Hemp including CBD and other hemp-derivatives will be legal under the new Farm Bill – but better FDA guidance is needed
The current Farm Bill (the Agricultural Improvement Act of 2018) contains provisions supported by Senator McConnell regarding CBD derived from industrial hemp that will foster some much needed consensus for treatment of CBD by stating that certain hemp derivatives are legal rather than the current patchwork of state regulations, guidances, and attorney general warnings.
The changes are important steps in bringing about CBD products, and while they don’t address how the FDA should treat and address the new products authorized as derivatives from hemp, they do bring hemp into the realm of a tolerated government agricultural and consumer product.
Under the current version of the bill:
(A) industrial hemp is removed from the Controlled Substances Act’s list of illegal drugs (this is important because you’ll remember that the 2014 Farm Bill did not remove hemp from that list when it promoted pilot programs for hemp crops);
(B) the definition of hemp is expanded to include the derivatives like CBD:
“(1) HEMP.—The term ‘hemp’ means the plant Cannabis sativa L. and any part of that plant, including the seeds thereof and all derivatives, extracts, cannabinoids, isomers, acids, salts, and salts of isomers, whether growing or not, with a delta-9 tetrahydrocannabinol concentration of not more than 0.3 percent on a dry weight basis.”;
(C) authorizes the issuance of crop insurance for hemp; and
(D) leaves the power to authorize hemp farming to the states.
Removing CBD from the CSA is a big step and should be the last one in getting the DEA to reverse itself as it’s often maintained that the 2014 Farm Bill didn’t authorize commercial use but that still leaves the FDA, which is the major hurdle for commercial implementation as the FDA will need to offer some clear guidance on whether it plans to keep with its treatment of CBD as a drug or whether supplement status is possible – which could lead to broad authority to add them to food and other products – and whether derivatives like CBD can be treated as GRAS or will fall outside the category.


• Required action:
Find the word "Sauces" in the data, then copy each line where it is found.

+ + +

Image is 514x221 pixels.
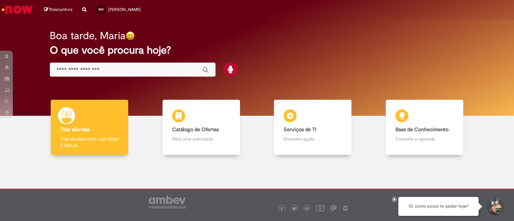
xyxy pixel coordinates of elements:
[1,3,34,16] img: ServiceNow
[99,7,104,12] span: MV
[60,126,90,133] b: Tirar dúvidas
[283,126,316,133] b: Serviços de TI
[60,136,118,149] p: Tirar dúvidas com Lupi Assist e Gen Ai
[145,100,257,155] a: Catálogo de Ofertas Abra uma solicitação
[316,204,324,212] img: logo_footer_youtube.png
[126,31,135,40] img: happy-face.png
[369,100,480,155] a: Base de Conhecimento Consulte e aprenda
[108,7,141,12] span: [PERSON_NAME]
[149,196,186,209] img: logo_footer_ambev_rotulo_gray.png
[395,126,448,133] b: Base de Conhecimento
[398,197,478,216] div: Oi, como posso te ajudar hoje?
[292,207,296,210] img: logo_footer_twitter.png
[280,207,283,210] img: logo_footer_facebook.png
[485,197,504,216] button: Iniciar Conversa de Suporte
[50,30,126,41] h2: Boa tarde, Maria
[172,136,230,142] p: Abra uma solicitação
[49,6,73,13] span: Rascunhos
[257,100,369,155] a: Serviços de TI Encontre ajuda
[342,205,348,211] img: logo_footer_naosei.png
[283,136,342,142] p: Encontre ajuda
[330,205,336,211] img: logo_footer_workplace.png
[395,136,453,142] p: Consulte e aprenda
[172,126,219,133] b: Catálogo de Ofertas
[50,45,464,56] h2: O que você procura hoje?
[44,7,73,13] a: Rascunhos
[34,100,145,155] a: Tirar dúvidas Tirar dúvidas com Lupi Assist e Gen Ai
[305,207,308,211] img: logo_footer_linkedin.png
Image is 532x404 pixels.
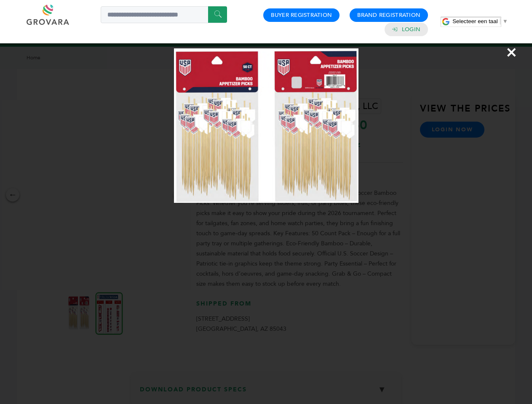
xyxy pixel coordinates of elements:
[500,18,500,25] span: ​
[506,41,518,64] span: ×
[174,49,358,203] img: Image Preview
[503,18,508,25] span: ▼
[357,11,420,19] a: Brand Registration
[101,6,227,23] input: Search a product or brand...
[402,26,420,33] a: Login
[452,18,498,25] span: Selecteer een taal
[452,18,508,25] a: Selecteer een taal​
[271,11,332,19] a: Buyer Registration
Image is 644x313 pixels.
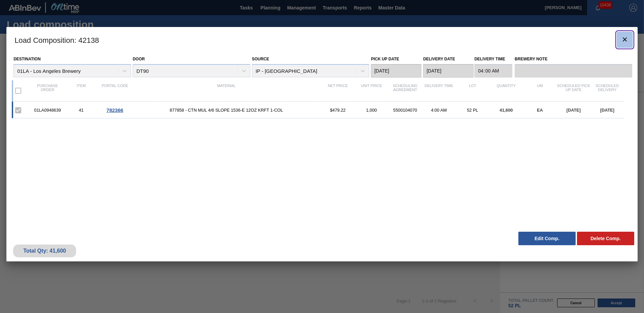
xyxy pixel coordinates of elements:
div: Scheduling Agreement [388,84,422,98]
div: 4:00 AM [422,107,456,113]
label: Delivery Date [423,57,455,61]
button: Delete Comp. [577,232,634,245]
span: EA [537,107,543,113]
span: 877858 - CTN MUL 4/6 SLOPE 1536-E 12OZ KRFT 1-COL [132,107,321,113]
div: Scheduled Pick up Date [557,84,590,98]
label: Destination [13,57,40,61]
label: Brewery Note [515,54,632,64]
span: 41,600 [500,107,513,113]
div: $479.22 [321,107,355,113]
div: Scheduled Delivery [590,84,624,98]
div: 01LA0948639 [31,107,64,113]
div: Item [64,84,98,98]
label: Delivery Time [474,54,513,64]
input: mm/dd/yyyy [371,64,421,77]
div: 52 PL [456,107,490,113]
span: [DATE] [600,107,615,113]
div: Lot [456,84,490,98]
div: 1,000 [355,107,388,113]
div: Unit Price [355,84,388,98]
h3: Load Composition : 42138 [6,27,638,53]
span: 782366 [106,107,123,113]
div: UM [523,84,557,98]
div: 5500104070 [388,107,422,113]
div: Net Price [321,84,355,98]
div: Delivery Time [422,84,456,98]
span: [DATE] [567,107,581,113]
div: Purchase order [31,84,64,98]
div: Portal code [98,84,132,98]
div: Go to Order [98,107,132,113]
div: Quantity [490,84,523,98]
input: mm/dd/yyyy [423,64,474,77]
div: Material [132,84,321,98]
div: 41 [64,107,98,113]
label: Source [252,57,269,61]
button: Edit Comp. [519,232,576,245]
label: Pick up Date [371,57,399,61]
label: Door [133,57,145,61]
div: Total Qty: 41,600 [18,248,71,254]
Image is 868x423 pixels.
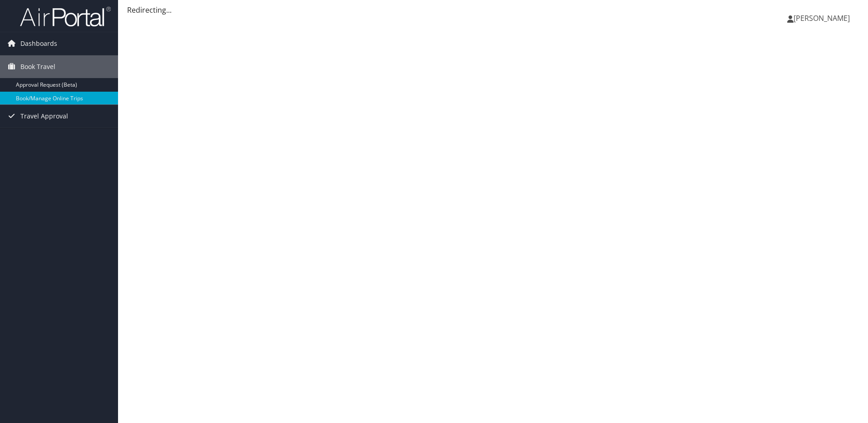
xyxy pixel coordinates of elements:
[20,6,110,27] img: airportal-logo.png
[127,4,859,15] div: Redirecting...
[793,13,849,23] span: [PERSON_NAME]
[20,56,56,78] span: Book Travel
[787,4,859,32] a: [PERSON_NAME]
[20,32,57,55] span: Dashboards
[20,104,68,127] span: Travel Approval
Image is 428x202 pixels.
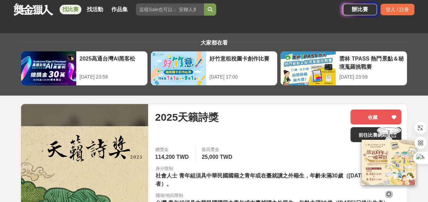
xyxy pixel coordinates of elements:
div: 身分限制 [155,165,401,172]
button: 收藏 [350,110,401,125]
a: 辦比賽 [343,4,377,15]
div: 國籍/地區限制 [155,192,395,199]
div: 雲林 TPASS 熱門景點＆秘境蒐羅挑戰賽 [339,55,403,70]
span: 25,000 TWD [202,154,232,160]
a: 找活動 [84,5,106,14]
span: 社會人士 [155,173,177,179]
a: 雲林 TPASS 熱門景點＆秘境蒐羅挑戰賽[DATE] 23:59 [280,51,407,86]
div: 2025高通台灣AI黑客松 [80,55,144,70]
span: 大家都在看 [199,40,229,46]
a: 前往比賽網站 [350,127,401,142]
div: [DATE] 23:59 [339,74,403,81]
span: 2025天籟詩獎 [155,110,219,125]
a: 2025高通台灣AI黑客松[DATE] 23:59 [21,51,148,86]
input: 這樣Sale也可以： 安聯人壽創意銷售法募集 [136,3,204,16]
div: 登入 / 註冊 [380,4,414,15]
span: 總獎金 [155,146,190,153]
a: 找比賽 [60,5,81,14]
span: 最高獎金 [202,146,234,153]
a: 好竹意租稅圖卡創作比賽[DATE] 17:00 [150,51,277,86]
span: 114,200 TWD [155,154,189,160]
div: [DATE] 23:59 [80,74,144,81]
a: 作品集 [109,5,130,14]
div: [DATE] 17:00 [209,74,274,81]
span: 青年組須具中華民國國籍之青年或在臺就讀之外籍生，年齡未滿30歲（[DATE]日後出生者）。 [155,173,388,187]
div: 好竹意租稅圖卡創作比賽 [209,55,274,70]
img: 968ab78a-c8e5-4181-8f9d-94c24feca916.png [362,140,416,185]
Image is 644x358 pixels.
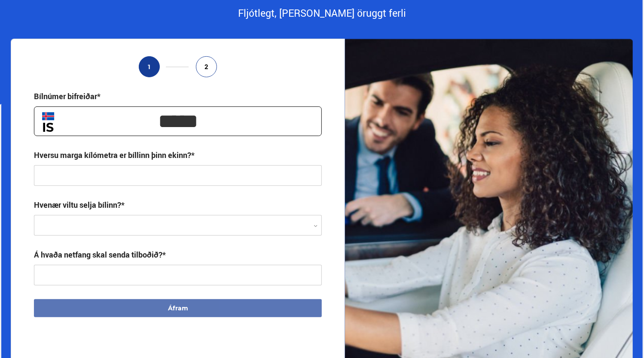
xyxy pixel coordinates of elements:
div: Á hvaða netfang skal senda tilboðið?* [34,249,166,259]
label: Hvenær viltu selja bílinn?* [34,200,125,210]
div: Fljótlegt, [PERSON_NAME] öruggt ferli [10,6,633,21]
div: Bílnúmer bifreiðar* [34,91,100,101]
div: Hversu marga kílómetra er bíllinn þinn ekinn?* [34,150,195,160]
span: 1 [147,63,151,70]
span: 2 [204,63,209,70]
button: Áfram [34,299,322,317]
button: Opna LiveChat spjallviðmót [7,3,33,29]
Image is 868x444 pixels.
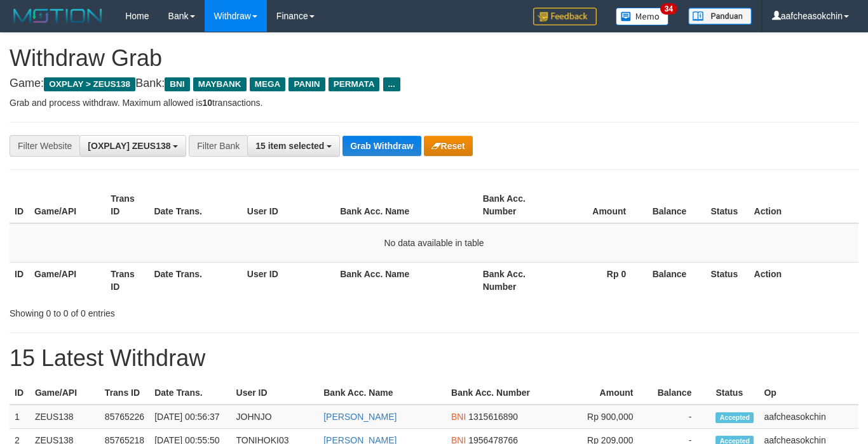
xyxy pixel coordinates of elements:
[652,405,710,430] td: -
[335,187,477,224] th: Bank Acc. Name
[9,136,80,157] div: Filter Website
[645,187,705,224] th: Balance
[189,136,247,157] div: Filter Bank
[87,141,170,151] span: [OXPLAY] ZEUS138
[748,262,858,298] th: Action
[255,141,324,151] span: 15 item selected
[568,405,652,430] td: Rp 900,000
[446,381,568,405] th: Bank Acc. Number
[148,187,242,224] th: Date Trans.
[759,381,858,405] th: Op
[615,8,669,25] img: Button%20Memo.svg
[318,381,446,405] th: Bank Acc. Name
[323,412,397,422] a: [PERSON_NAME]
[9,302,352,320] div: Showing 0 to 0 of 0 entries
[710,381,759,405] th: Status
[148,262,242,298] th: Date Trans.
[100,381,149,405] th: Trans ID
[164,77,189,92] span: BNI
[149,405,231,430] td: [DATE] 00:56:37
[705,187,748,224] th: Status
[424,136,472,156] button: Reset
[759,405,858,430] td: aafcheasokchin
[193,77,247,92] span: MAYBANK
[9,97,858,109] p: Grab and process withdraw. Maximum allowed is transactions.
[29,262,105,298] th: Game/API
[80,136,186,157] button: [OXPLAY] ZEUS138
[9,77,858,90] h4: Game: Bank:
[9,6,106,25] img: MOTION_logo.png
[231,405,319,430] td: JOHNJO
[477,262,554,298] th: Bank Acc. Number
[335,262,477,298] th: Bank Acc. Name
[247,136,340,157] button: 15 item selected
[342,136,420,156] button: Grab Withdraw
[9,46,858,71] h1: Withdraw Grab
[9,224,858,263] td: No data available in table
[554,262,645,298] th: Rp 0
[30,381,100,405] th: Game/API
[383,77,400,92] span: ...
[9,187,29,224] th: ID
[9,262,29,298] th: ID
[715,413,754,424] span: Accepted
[30,405,100,430] td: ZEUS138
[687,8,751,25] img: panduan.png
[149,381,231,405] th: Date Trans.
[477,187,554,224] th: Bank Acc. Number
[533,8,597,25] img: Feedback.jpg
[652,381,710,405] th: Balance
[659,3,677,14] span: 34
[202,97,212,108] strong: 10
[100,405,149,430] td: 85765226
[705,262,748,298] th: Status
[105,187,148,224] th: Trans ID
[9,381,30,405] th: ID
[105,262,148,298] th: Trans ID
[568,381,652,405] th: Amount
[242,262,335,298] th: User ID
[748,187,858,224] th: Action
[9,346,858,371] h1: 15 Latest Withdraw
[44,77,136,92] span: OXPLAY > ZEUS138
[468,412,518,422] span: Copy 1315616890 to clipboard
[288,77,325,92] span: PANIN
[29,187,105,224] th: Game/API
[231,381,319,405] th: User ID
[645,262,705,298] th: Balance
[242,187,335,224] th: User ID
[554,187,645,224] th: Amount
[451,412,465,422] span: BNI
[328,77,380,92] span: PERMATA
[249,77,286,92] span: MEGA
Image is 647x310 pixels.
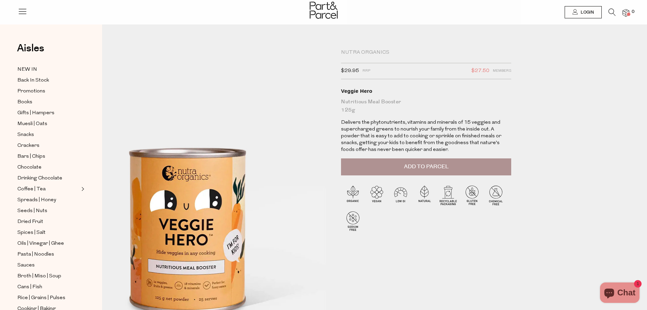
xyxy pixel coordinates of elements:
img: Part&Parcel [310,2,338,19]
img: P_P-ICONS-Live_Bec_V11_Organic.svg [341,183,365,207]
div: Nutra Organics [341,49,511,56]
button: Expand/Collapse Coffee | Tea [80,185,84,193]
span: Dried Fruit [17,218,43,226]
a: Drinking Chocolate [17,174,79,183]
span: Members [493,67,511,76]
a: Sauces [17,261,79,270]
a: Back In Stock [17,76,79,85]
span: NEW IN [17,66,37,74]
a: Crackers [17,142,79,150]
a: Oils | Vinegar | Ghee [17,240,79,248]
a: Bars | Chips [17,152,79,161]
a: Rice | Grains | Pulses [17,294,79,303]
span: Add to Parcel [404,163,449,171]
span: Spreads | Honey [17,196,56,205]
a: Chocolate [17,163,79,172]
span: Pasta | Noodles [17,251,54,259]
img: P_P-ICONS-Live_Bec_V11_Chemical_Free.svg [484,183,508,207]
p: Delivers the phytonutrients, vitamins and minerals of 15 veggies and supercharged greens to nouri... [341,119,511,153]
a: Muesli | Oats [17,120,79,128]
span: Login [579,10,594,15]
span: Chocolate [17,164,42,172]
img: P_P-ICONS-Live_Bec_V11_Sodium_Free.svg [341,209,365,233]
a: Gifts | Hampers [17,109,79,117]
a: Promotions [17,87,79,96]
span: 0 [630,9,636,15]
img: P_P-ICONS-Live_Bec_V11_Natural.svg [412,183,436,207]
img: P_P-ICONS-Live_Bec_V11_Recyclable_Packaging.svg [436,183,460,207]
span: Oils | Vinegar | Ghee [17,240,64,248]
span: Cans | Fish [17,283,42,292]
img: P_P-ICONS-Live_Bec_V11_Vegan.svg [365,183,389,207]
button: Add to Parcel [341,159,511,176]
span: Rice | Grains | Pulses [17,294,65,303]
a: 0 [622,9,629,16]
span: Drinking Chocolate [17,175,62,183]
span: Crackers [17,142,39,150]
a: Cans | Fish [17,283,79,292]
img: P_P-ICONS-Live_Bec_V11_Gluten_Free.svg [460,183,484,207]
span: Back In Stock [17,77,49,85]
span: Coffee | Tea [17,185,46,194]
span: Sauces [17,262,35,270]
span: Books [17,98,32,107]
span: Bars | Chips [17,153,45,161]
a: Aisles [17,43,44,60]
a: Login [565,6,602,18]
span: Aisles [17,41,44,56]
a: Snacks [17,131,79,139]
span: Seeds | Nuts [17,207,47,215]
span: Snacks [17,131,34,139]
span: $27.50 [471,67,489,76]
span: Spices | Salt [17,229,46,237]
span: Muesli | Oats [17,120,47,128]
a: NEW IN [17,65,79,74]
div: Nutritious Meal Booster 125g [341,98,511,114]
a: Broth | Miso | Soup [17,272,79,281]
span: Gifts | Hampers [17,109,54,117]
span: Promotions [17,87,45,96]
div: Veggie Hero [341,88,511,95]
span: RRP [362,67,370,76]
a: Coffee | Tea [17,185,79,194]
a: Dried Fruit [17,218,79,226]
a: Pasta | Noodles [17,250,79,259]
a: Books [17,98,79,107]
img: P_P-ICONS-Live_Bec_V11_Low_Gi.svg [389,183,412,207]
span: Broth | Miso | Soup [17,273,61,281]
span: $29.95 [341,67,359,76]
a: Seeds | Nuts [17,207,79,215]
inbox-online-store-chat: Shopify online store chat [598,283,641,305]
a: Spreads | Honey [17,196,79,205]
a: Spices | Salt [17,229,79,237]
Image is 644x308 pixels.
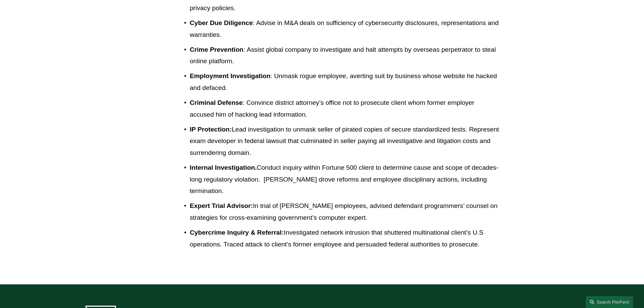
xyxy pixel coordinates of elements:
p: : Unmask rogue employee, averting suit by business whose website he hacked and defaced. [189,70,499,93]
a: Search this site [585,296,633,308]
strong: Expert Trial Advisor: [189,202,253,209]
strong: IP Protection: [189,126,232,132]
strong: Cybercrime Inquiry & Referral: [189,229,283,236]
p: Lead investigation to unmask seller of pirated copies of secure standardized tests. Represent exa... [189,124,499,159]
p: : Convince district attorney’s office not to prosecute client whom former employer accused him of... [189,97,499,120]
strong: Cyber Due Diligence [189,20,253,26]
p: Conduct inquiry within Fortune 500 client to determine cause and scope of decades-long regulatory... [189,162,499,197]
strong: Internal Investigation. [189,164,256,171]
p: : Advise in M&A deals on sufficiency of cybersecurity disclosures, representations and warranties. [189,17,499,41]
p: : Assist global company to investigate and halt attempts by overseas perpetrator to steal online ... [189,44,499,67]
p: Investigated network intrusion that shuttered multinational client’s U.S operations. Traced attac... [189,227,499,250]
strong: Employment Investigation [189,72,271,80]
strong: Crime Prevention [189,46,244,53]
p: In trial of [PERSON_NAME] employees, advised defendant programmers’ counsel on strategies for cro... [189,200,499,223]
strong: Criminal Defense [189,99,243,106]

+ + +

• The completed task:
a: Sauces [17,261,79,270]
span: Sauces [17,262,35,270]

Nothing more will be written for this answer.